A mantra from Moore, Whalen and the rest of the Maine anti-bait-reg lobby is that there's no proof that spottail, blackchin and emerald shiners and the Eastern silvery minnow are non-natives. That's true, but also irrelevant because a baitfish doesn't have to be alien to ruin a state's fishery — it only has to be alien to the body of water in which it is unleashed. Witness, for example, the fate of the brookies and bluebacks that used to abound in Big Reed Pond. Moreover, the burden of proof that these baitfish are alien should not be on those who seek to protect wild trout. The burden of proof that these baitfish are native (and none exists) should be on those who want to risk seeding them throughout the state.

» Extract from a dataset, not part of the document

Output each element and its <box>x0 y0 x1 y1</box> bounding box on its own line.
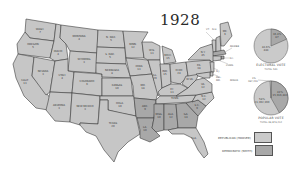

In the last decade or so the Maine Department of Inland Fisheries and Wildlife has done a much better job of managing the national treasure it has been entrusted with. Its brook trout specialist, Forrest Bonney, reports a significant increase in the percentages of older and bigger fish. Draconian bag limits-down to one fish on some ponds-have done wonders.

Thanks to scientists like Bonney and fisheries chief Boland, Maine also has some excellent management policies in place. It's just that, with so much political heat from special-interest groups like bait dealers, those policies don't always get implemented. Considering all the department's talk about the dangers of alien fish, you'd think it would want to prohibit use of at least the four baitfish it believes are alien to the state. But it testified against the DDAS bill, and, on the department's advice, a legislative committee recommended that only the blackchin shiner be banned. "Why?" I asked Boland.

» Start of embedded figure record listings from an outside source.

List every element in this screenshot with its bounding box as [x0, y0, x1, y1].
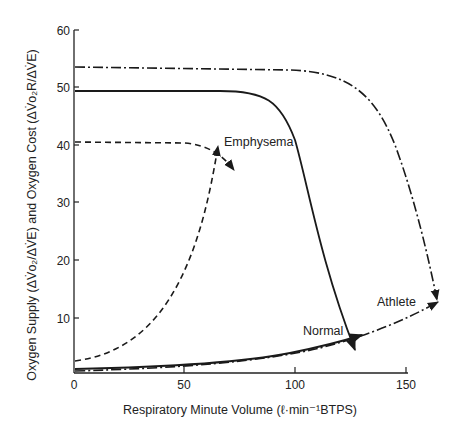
x-axis-title: Respiratory Minute Volume (ℓ·min⁻¹BTPS)	[123, 403, 357, 417]
x-tick-0: 0	[71, 378, 78, 392]
emphysema-supply-curve	[75, 142, 234, 170]
y-tick-20: 20	[57, 254, 71, 268]
y-axis	[74, 30, 79, 373]
x-tick-50: 50	[177, 378, 191, 392]
y-tick-40: 40	[57, 139, 71, 153]
x-tick-150: 150	[396, 378, 416, 392]
normal-cost-curve	[75, 335, 362, 369]
normal-supply-curve	[75, 91, 355, 350]
y-tick-50: 50	[57, 81, 71, 95]
athlete-cost-curve	[75, 302, 438, 371]
y-tick-10: 10	[57, 312, 71, 326]
athlete-supply-curve	[75, 67, 437, 300]
normal-label: Normal	[303, 324, 343, 338]
y-tick-60: 60	[57, 24, 71, 38]
athlete-label: Athlete	[377, 295, 416, 309]
emphysema-cost-curve	[75, 146, 218, 361]
emphysema-label: Emphysema	[224, 135, 294, 149]
chart-canvas: 60 50 40 30 20 10 0 50 100 150 Respirato…	[0, 0, 463, 425]
y-tick-30: 30	[57, 196, 71, 210]
y-axis-title: Oxygen Supply (ΔV̇o₂/ΔV̇E) and Oxygen Co…	[25, 49, 39, 380]
x-tick-100: 100	[285, 378, 305, 392]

Boland is a very good biologist, but his answer made no sense to me. He explained that the 23 species of legal baitfish are "extremely difficult to identify," that "we don't have reliable records for their distribution," and that "it wouldn't make a lot of sense to saddle the wardens with this kind of enforcement." I can't think of three better reasons to restrict the use of all live baitfish in and near wild trout water until biologists figure out what lives where.

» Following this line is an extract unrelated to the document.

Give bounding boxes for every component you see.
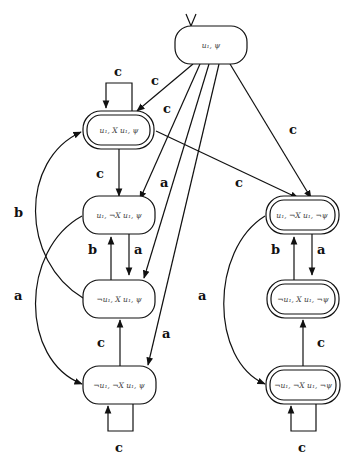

At this writing the department doesn't have an official position on SAM's bill, but Boland doesn't like it. Two years ago, at the legislature's direction, the department convened a working group to determine what additional wild trout ponds needed protection from baitfish. "Right in the middle of this comes this bill from SAM," says Boland. "In a way I look at it as undermining the group's efforts." But the department waited 10 months to call a meeting and SAM got impatient.

Natural Resources Committee chair Rep. Theodore Koffman (D-Bar Harbor), who introduced SAM's legislation, offers this: "Mr. Boland probably won't come in with a better bill; that's troubling. The folks I've been working with — former department staff, anglers and guides — feel that the department has fallen way short and is hobbled by pressures. I can't confront it head on; so this is the way I'm trying to do it."

There's a small minority of ice anglers and bait dealers vindictive and/or selfish enough to intentionally disperse baitfish as well as alien game fish that they happen to favor, particularly pike. Draw maps of Maine's major baitfish dealerships, its major ice angling activity, its major rudd infestation, its major emerald shiner infestation, its major pike infestation, and you pretty much have a single map.

On February 6, 2007, a hearing was held on the DDAS bill in Monmouth. One of the participants, TU and DDAS member Jeff Levesque (who until recently served on both the state's brook trout working group and SAM's Fishing Initiative Committee) told me this: "As we were all leaving, one of the leaders of this whole [anti-bait-reg] crew came up to me and said: 'If you fly-fishermen keep pushing to ban these invasives, they're just going to get spread around.' That's the mentality of these guys. It doesn't surprise me that they're applauding the pike introductions."

Meanwhile, in Maine and across the nation, bait anglers and bait dealers continue to purposefully and accidentally festoon aquatic habitat with alien baitfish and whatever other aliens are mixed in with them. And education, enforcement and legislative reform move at the pace of continental drift.

Native fish, especially wild salmonids, don't have that kind of time.